Hildebrand shook his head.
"Not I, old man. I say a prayer or two in the chapel by the side of my liege lord that I may return with a smooth soul to Syracuse. Farewell." He turned away and walked towards the chapel.
Shouldering his sword, the old man tramped down the mountain towards the city.
IV
THE HUNTER
When he was well on his way the King came quietly out of the wood and approached his favorite.
"Was there ever a greater king than I, Hildebrand?" he asked.
"Never since sun-birth," Hildebrand responded, with glib emphasis. "The glory of Solomon, the sword of Cæsar, the beauty of Adonis, the lyre of Orpheus, the strength of Hercules, the grace of Apollo, the sum of all possibilities--God-man, or man-God, what shall our poor lips call you?" He made the monarch a profound obeisance, too profound to permit Robert to see the mockery shining in his eyes.

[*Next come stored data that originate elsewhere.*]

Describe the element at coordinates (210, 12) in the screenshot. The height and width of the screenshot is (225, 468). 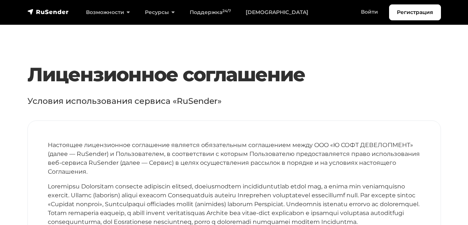
I see `a: Поддержка24/7` at that location.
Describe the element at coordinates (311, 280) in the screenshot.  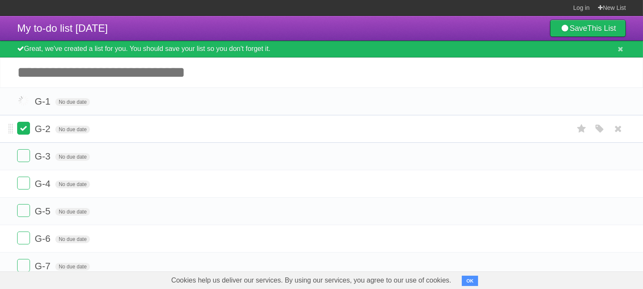
I see `span: Cookies help us deliver our services. By using our services, you agree to our use of cookies.` at that location.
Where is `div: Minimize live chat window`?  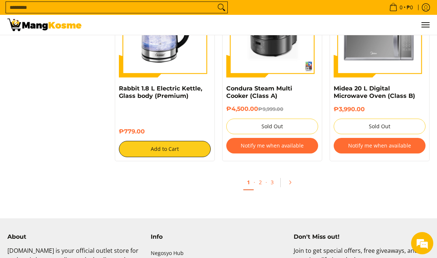 div: Minimize live chat window is located at coordinates (130, 13).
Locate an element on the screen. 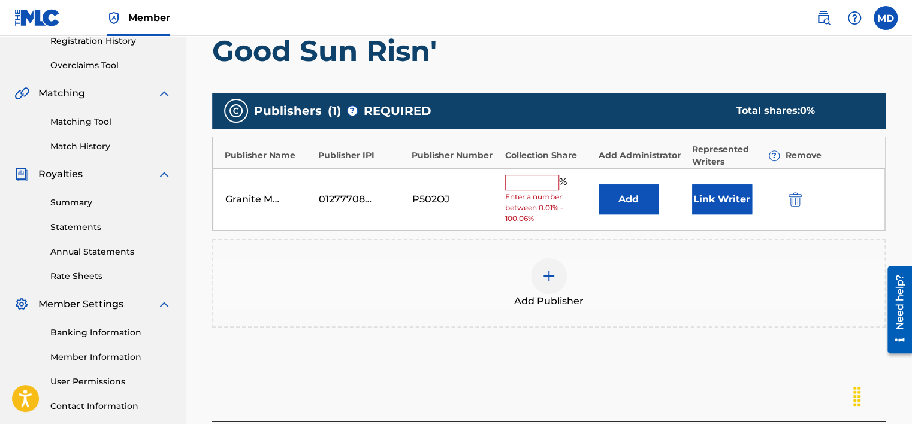 This screenshot has height=424, width=912. a: Statements is located at coordinates (111, 227).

The monarch drank the delicious draught with more than royal gravity as he answered:
"You are a wise man. But if I have immortal merits, I have very mortal desires. This is not the first time that I have climbed to these summits."
Hildebrand had raised his head, and mockery had given ground to surprise.
"Indeed, sire?" he asked. The King was silent for a moment, musing on sweet memories, and when he spoke it was with smiling lips.
"My honest father, worthy man, forbade hunting in these happy hills, which gave me an itch to beat their coverts. Last week, while you were away at Naples, I rode in these hills till I could ride no longer, left my horse, lost my way, till in the very heart of the forest I met a girl--indeed, at first my joy mistook her for a goddess."
"Was she so fair?" Hildebrand asked, questioning rather the delight on Robert's face than the weight of Robert's words.
And Robert answered him eagerly, hotly:
"I tell you, Hildebrand, the loveliest I ever saw. No wonder that the antique world called Venus Erycina, if in the island where Eryx rears its crest such wonderful women still tread the earth with goddess feet."
Hildebrand repeated his question. "Was she so fair?"
There was a rapture on Robert's face as he answered:
"Naples is a very rose-garden of radiant women, but this wild rose of the woods was as far above them as I am above other men. She gave me drink from a fountain, lifting it to me in a cool, green leaf, and the clear water was sweeter than wine of Cyprus and headier than wine of Hungary, and I drank delicious madness."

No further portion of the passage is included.